Readers by professional status Count As %
Other 13 22%
Student > Doctoral Student 9 16%
Student > Bachelor 7 12%
Student > Postgraduate 6 10%
Researcher 4 7%
Other 13 22%
Unknown 6 10%
Readers by discipline Count As %
Medicine and Dentistry 35 60%
Pharmacology, Toxicology and Pharmaceutical Science 6 10%
Psychology 4 7%
Nursing and Health Professions 3 5%
Business, Management and Accounting 1 2%
Other 2 3%
Unknown 7 12%
Attention Score in Context

Attention Score in Context

This research output has an Altmetric Attention Score of 3. This is our high-level measure of the quality and quantity of online attention that it has received. This Attention Score, as well as the ranking and number of research outputs shown below, was calculated when the research output was last mentioned on 23 October 2015.
All research outputs
#8,534,976
of 25,374,647 outputs
Outputs from CNS Drugs
#768
of 1,388 outputs
Outputs of similar age
#64,269
of 187,955 outputs
Outputs of similar age from CNS Drugs
#275
of 541 outputs
Altmetric has tracked 25,374,647 research outputs across all sources so far. This one is in the 43rd percentile – i.e., 43% of other outputs scored the same or lower than it.

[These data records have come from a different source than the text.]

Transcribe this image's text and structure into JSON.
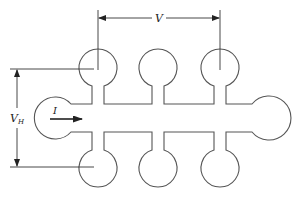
{
  "diagram": {
    "type": "hall-bar-sample",
    "labels": {
      "v": "V",
      "vh_main": "V",
      "vh_sub": "H",
      "current": "I"
    },
    "colors": {
      "outline": "#555555",
      "dimension": "#333333",
      "text": "#222222",
      "background": "#ffffff"
    },
    "contacts": {
      "top": [
        {
          "cx": 98,
          "cy": 69,
          "r": 19
        },
        {
          "cx": 158,
          "cy": 69,
          "r": 19
        },
        {
          "cx": 220,
          "cy": 69,
          "r": 19
        }
      ],
      "bottom": [
        {
          "cx": 98,
          "cy": 167,
          "r": 19
        },
        {
          "cx": 158,
          "cy": 167,
          "r": 19
        },
        {
          "cx": 220,
          "cy": 167,
          "r": 19
        }
      ],
      "left_pad": {
        "cx": 53,
        "cy": 118,
        "r": 21
      },
      "right_pad": {
        "cx": 271,
        "cy": 118,
        "r": 22
      }
    },
    "dimensions": {
      "v_span": {
        "x1": 98,
        "x2": 220,
        "y": 18
      },
      "vh_span": {
        "x": 17,
        "y1": 69,
        "y2": 167
      }
    }
  }
}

So far Altmetric has tracked 1,388 research outputs from this source. They typically receive a lot more attention than average, with a mean Attention Score of 11.6. This one is in the 23rd percentile – i.e., 23% of its peers scored the same or lower than it.
Older research outputs will score higher simply because they've had more time to accumulate mentions. To account for age we can compare this Altmetric Attention Score to the 187,955 tracked outputs that were published within six weeks on either side of this one in any source. This one is in the 44th percentile – i.e., 44% of its contemporaries scored the same or lower than it.
We're also able to compare this research output to 541 others from the same source and published within six weeks on either side of this one. This one is in the 10th percentile – i.e., 10% of its contemporaries scored the same or lower than it.